Human Evolution
Humans are specifically adapted to engage in prolonged strenuous muscular activity (such as efficient long distance bipedal running). This capacity for endurance running evolved to allow the running down of game animals by persistent slow but constant chase over many hours.
Central to the success of this is the ability of the human body, unlike that of the animals they hunt, to effectively remove muscle heat waste. In most animals, this is stored by allowing a temporary increase in body temperature. This allows them to escape from animals that quickly speed after them for a short duration (the way nearly all predators catch their prey). Humans unlike other animals that catch prey remove heat with a specialized thermoregulation based on sweat evaporation. One gram of sweat can remove 2,598 J of heat energy. Another mechanism is increased skin blood flow during exercise that allows for greater convective heat loss that is aided by the upright posture. This skin based cooling has involved humans in acquiring an increased number of sweat glands, combined with a lack of body fur that would otherwise stop air circulation and efficient evaporation. Because humans can remove exercise heat, they can avoid the fatigue from heat exhaustion that affects animals chased in persistence hunting, and so eventually catch them when they fatigue from heat exhaustion due to being forced to move constantly.
Read more about this topic: Exercise Physiology
Famous quotes containing the words human and/or evolution:
“The human heart concerns us more than the poring into microscopes, and is larger than can be measured by the pompous figures of the astronomer.”
—Ralph Waldo Emerson (18031882)
“By contrast with history, evolution is an unconscious process. Another, and perhaps a better way of putting it would be to say that evolution is a natural process, history a human one.... Insofar as we treat man as a part of naturefor instance in a biological survey of evolutionwe are precisely not treating him as a historical being. As a historically developing being, he is set over against nature, both as a knower and as a doer.”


## What is required
Output each entry that follows exactly. Images stay out.

## Data for processing
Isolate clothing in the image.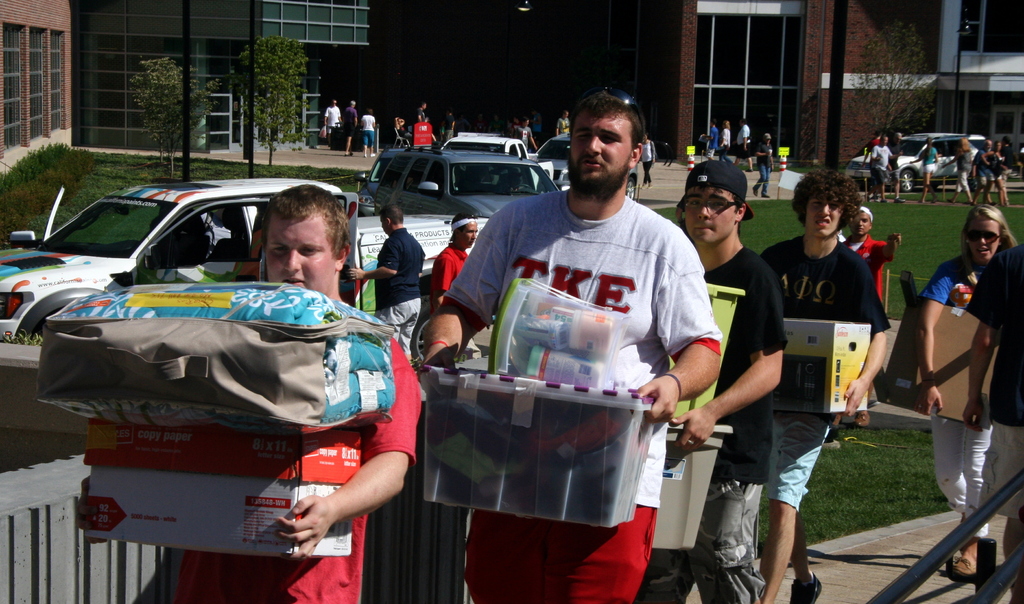
Isolated region: pyautogui.locateOnScreen(341, 108, 355, 142).
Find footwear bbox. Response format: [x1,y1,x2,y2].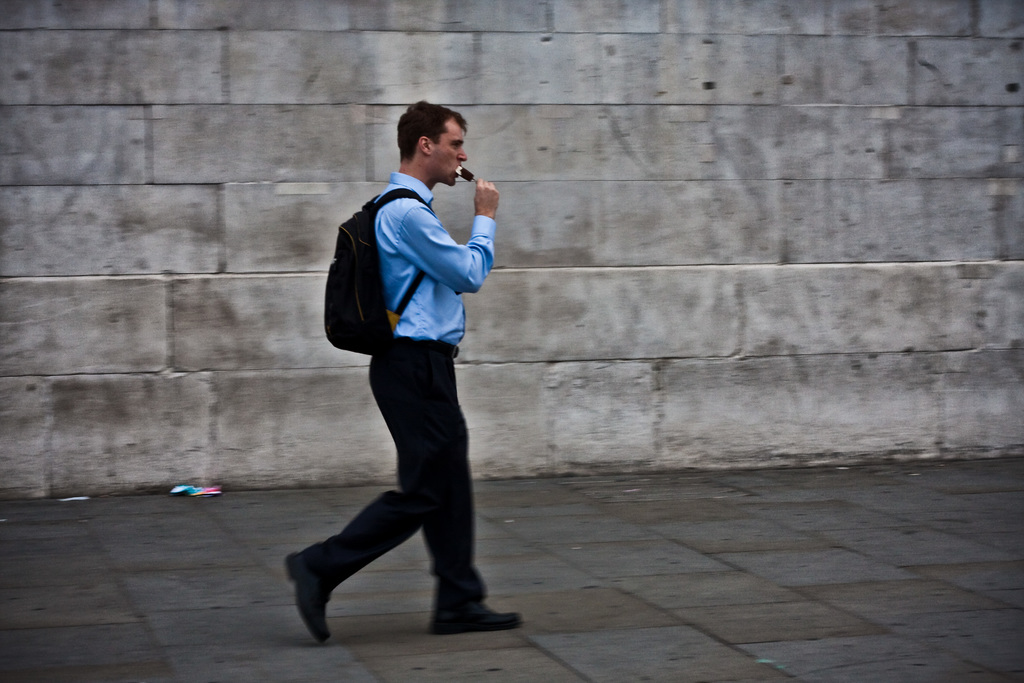
[403,555,502,653].
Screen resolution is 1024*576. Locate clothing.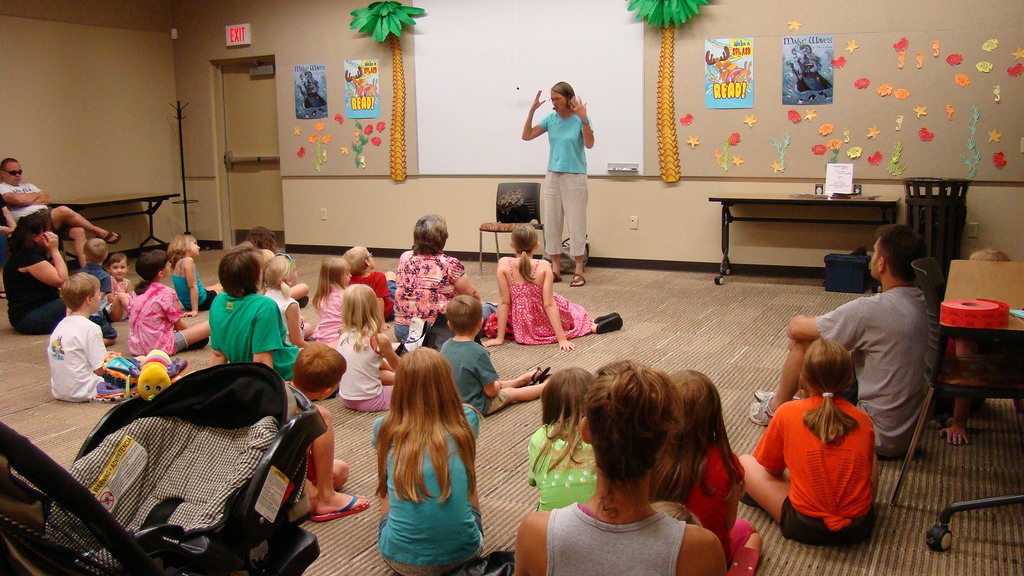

## Reply
Isolate clothing in the image.
Isolated region: pyautogui.locateOnScreen(341, 108, 355, 142).
Find footwear bbox. Response format: [x1,y1,x2,y2].
[403,555,502,653].
Screen resolution is 1024*576. Locate clothing.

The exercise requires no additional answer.